Phil, (another off-topic about Java, sorry)

Alomex' statement about the relative speed of just-in-time compiled Java versus C++ is accurate, at least with respect to computation-only code that uses primitives. I discussed this is in a couple of previous posts - see #10648 and #10117 if you are interested. I do all my work in Java now, and I wouldn't have switched of it were 20x slower than C++. I know this isn't terribly relevant to a stock board, but it came up in the context of whether Java and Rhapsody compete, which is relevant. To reiterate briefly, my experience is that certain Java library classes are INEXPLICABLY slow; to write fast code you have to avoid that stuff. Also, interface stuff is slow, and as yet it is quirky. But it's getting better.

Also, yes Java does use pointers. It just doesn't let _programmers_ manipulate the pointers directly. Kind of analogous to references in C++. I don't know much about how the VM manages memory in detail, because each could be different. All they have to do is conform to a specified behavior.

Also, Alomex in post 10793 said: just-in-time compilers (JIT) compile the byte code to native code on the fly. So it is possible to run Java without interpreting it.

As a minor semantic detail, I'd say the job of ALL VMs, JIT or otherwise, is to compile the byte code to native code on the fly. The JIT VMs cache the native code, thus do not need to re-interpret. Depending on the extent to which your code is iterative and so forth, the JIT makes more or less difference in speed, and in my case, with a lot of iterative steps, the difference is 20-30 fold. Honest, Phil :)

And finally, in response to Sam's question:

1) what Alomex said (#10802).
2) there are lots of very useful interpreted languages, like Lisp, Smalltalk, TCL, Python, Perl, Icon, AppleScript etc. Many of those can also be compiled.
3) I remember "the old basic days" a la my childhood friends the Vic20, the TI99-4A, and Trash-80s - numbered lines, single thread of execution, no functions... come to think of it, Java is not a bit like that.
4) Java isn't really interpreted in the sense that BASIC and Lisp are anyway. It is very misleading. There's a big difference between parsing the code at run time (like BASIC) and simply converting the Java byte code to native byte code at run time.
5) I honestly have yet to encounter a single thing that I can't do somehow in Java that I could do in C++, except for old habits, like pointer math. I used to do a lot of pointer math (probably why I did so much debugging).

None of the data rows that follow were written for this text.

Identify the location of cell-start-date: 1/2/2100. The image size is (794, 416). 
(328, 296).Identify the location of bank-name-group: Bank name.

To reiterate something from a previous post, I avoided Java for a long time. I thought it all sounded pretty lame and useless. A colleague showed me some stuff he was working on, and I started to learn a little about the language for fun, and made some toy projects. I jumped the C++ ship pretty quick after that.

- George

Perhaps we should suppress the Java talk at this point, since it seems a lot of people on the thread see it as off topic?

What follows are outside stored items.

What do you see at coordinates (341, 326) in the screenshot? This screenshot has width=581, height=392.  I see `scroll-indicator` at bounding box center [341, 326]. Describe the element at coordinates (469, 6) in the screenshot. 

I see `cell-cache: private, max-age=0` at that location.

To: Phillip C. Lee who wrote (10804)4/3/1998 4:58:00 PM
From: Alomex  Read Replies (2) | Respond to of 213177
 
How can any compiler take care of virtual machine when it runs without interpreter?

It works as follows. You download bytecode that is executed initially on an interpreter while the JIT process is under way. A profiler finds out the methods used most often and compiles them into native code. Because of object encapsulation, you can have the methods of an object be executed outside the VM and just plug back the results into the VM. At the same time, agressive memory management impements an LRU policy on objects in memory. Since no user pointers are allowed, you can easily and efficiently rellocate objects in memory.

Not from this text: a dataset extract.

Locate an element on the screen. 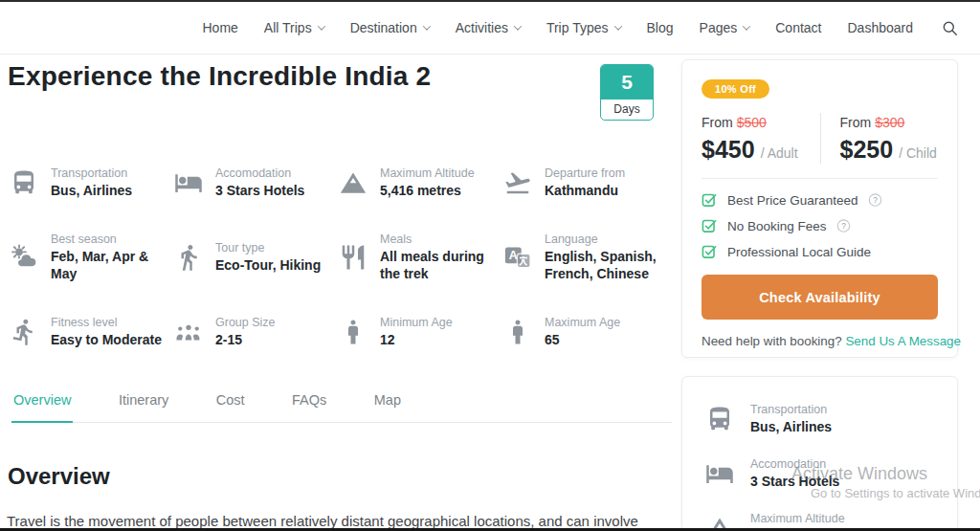  nav-label: Destination is located at coordinates (384, 28).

What do you mean level 2 of cache?

It seems to me that you are unfamiliar with how data and instructions are loaded from RAM into cache for fast access. Whenever a page of data is accessed, the cache management policy decides if the data will be copied into local cache and who it will displace.

Yes, Java has no pointer, but it still needs memory swapping.

You can minimize this swapping if you can rearrange data dynamically at run time. Java's lack of pointer and garbage collection abilities allow you to do just that in an efficient way.

Actually, pointer is the quickest way and most efficient way to manipulate memory. Java has no pointer, but it still needs memory swapping.

Only if you are accessing consecutive memory space. Otherwise, indirect addressing through an LRU policy will beat pointer addressing any time. Implementing such an scheme in C++ is devilishly complicated, because of pointers. In Java you get it (almost) for free with the Garbage Collection.

Java is on the average about 20 times slower than c/c++ (stated in Java in a Nutshell book).

That is interpreted, non-optimized Java. Here's a quote, from a more upto date source:

HotSpot promises to rival native platform performance of C++ with so-called adaptive optimization, permitting Java code to run first in interpreted mode and then be analyzed and optimized to target the parameters of each platform, said Eric Chu, JavaSoft's Java Development Kit (JDK) product manager.